Meet the new Rooster: Jeff Bridges (left, in "Crazy Heart") will play the role made famous by John Wayne, right. (photos by Fox Searchlight and Paramount).

The trade paper Variety reported that Paramount Pictures -- sight unseen -- has given Joel and Ethan Coen a prestigious Christmas Day release slot for their upcoming western, "True Grit."

Filming has not even begun, but no doubt a big reason is that their star, Jeff Bridges -- stepping into the role of the hard-drinking, eyepatch-wearing lawman Rooster Cogburn that won John Wayne an Oscar 40 years ago -- is himself an Oscar front-runner after winning a Golden Globe Sunday for "Crazy Heart."

Matt Damon and Josh Brolin reportedly will co-star.

Don't expect a remake of the Wayne movie, which was the Hollywood icon's last big hit but has since been relegated to the kitsch bin. Rather, the Coens are going back to the source material: the 1968 novel by Charles Portis, about a teenage girl in 1870s Arkansas who hires Cogburn to track down the hired hand who killed her father.

"It's partly a question of point-of-view," Ethan Coen told the website IGN last fall. "The book is entirely in the voice of the 14-year-old girl. That sort of tips the feeling of it over a certain way.

"I think it's much funnier than the movie was, so I think, unfortunately, they lost a lot of humor in both the situations and in her voice. It also ends differently than the movie did. You see the main character -- the little girl -- 25 years later when she's an adult.

Also expect the Coens' version to be more violent (no surprise there, right?).

Sand Coen: "Another way in which [the book is] a little bit different from the movie -- and maybe this is just because of the time the movie was made -- is that it's a lot tougher and more violent than the movie reflects. Which is part of what's interesting about it.

"I don't actually remember the movie too well, but I do remember it as being much more of a standard western, and the book is just an oddity. It's a very odd book."

Brolin, who starred in the Coens' "No Country for Old Men," plays the killer while Damon is the proverbial good cop -- a polite, abstemious Texas Ranger (Glen Campbell in the first movie) who teams up with Cogburn and the girl, Mattie.

The movie is set to film in Oklahoma this spring.

Earlier this month, the production held an open casting call in Tulsa to find an actress to play Mattie. The Coens even set up a web site -- TrueGritCasting.com -- soliciting applications from young hopefuls, aged 12 to 17, who are "tough, strong and tell it like it is."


→ What the exercise asks
Exclude the pictures; give every entry again exactly as written.

→ Source data
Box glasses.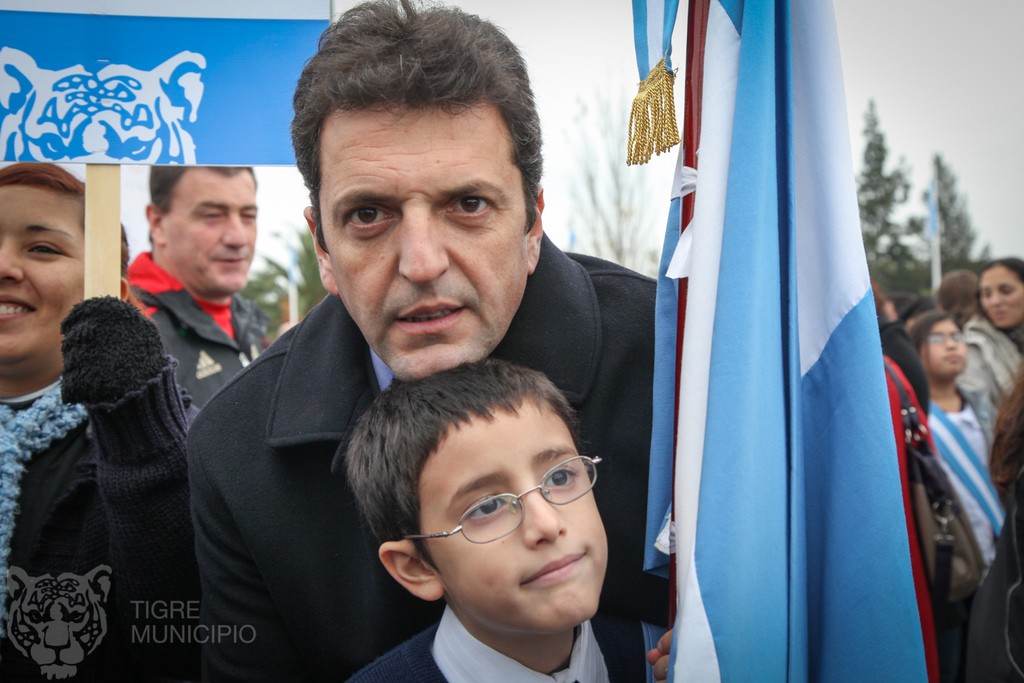
411:475:609:558.
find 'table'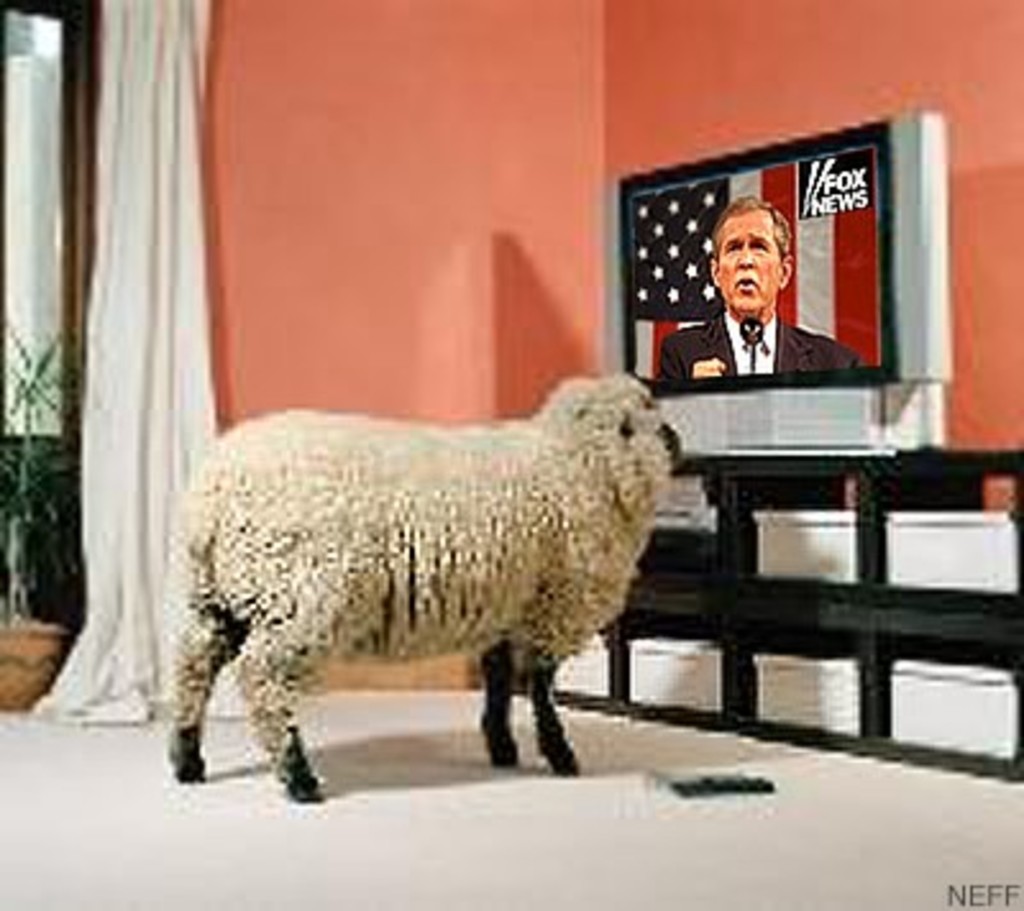
<region>515, 450, 1021, 786</region>
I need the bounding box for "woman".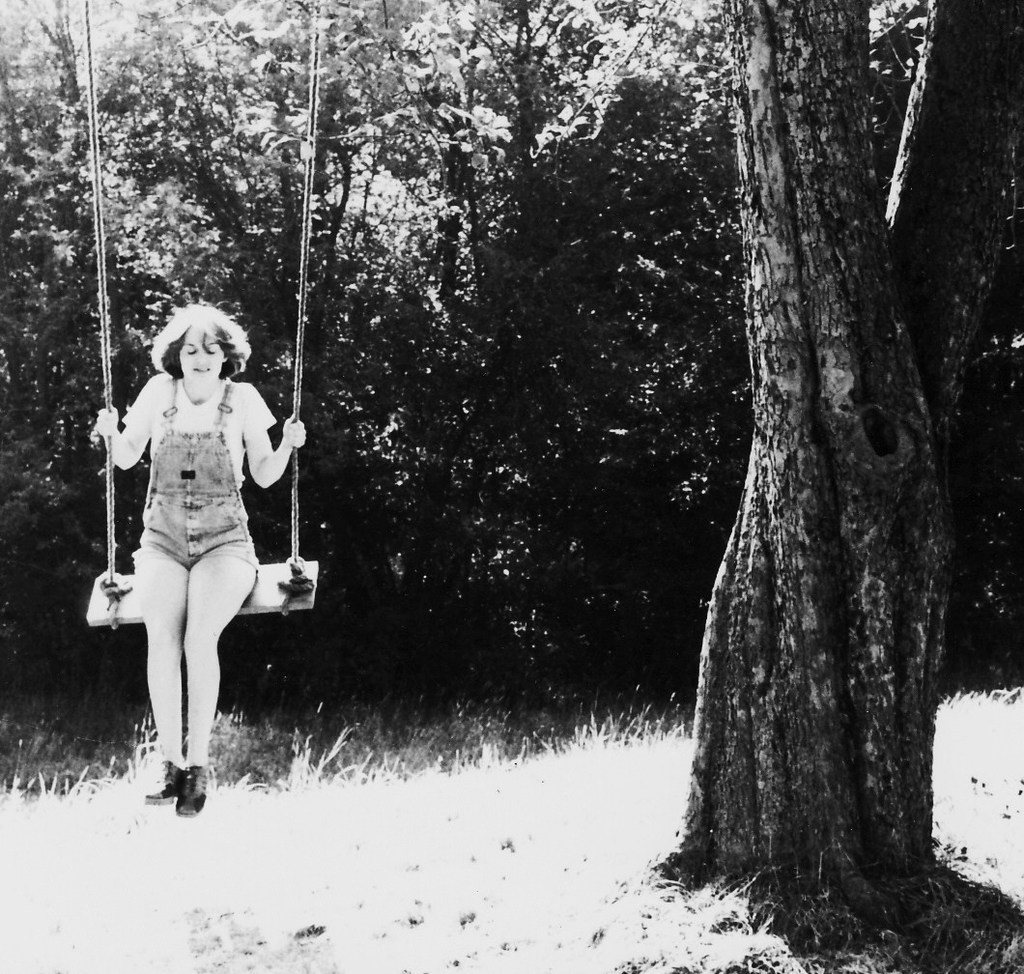
Here it is: (x1=80, y1=276, x2=304, y2=788).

→ Exercise solution
Box glasses.
411:475:609:558.
find 'table'
<region>515, 450, 1021, 786</region>
I need the bounding box for "woman".
Here it is: (x1=80, y1=276, x2=304, y2=788).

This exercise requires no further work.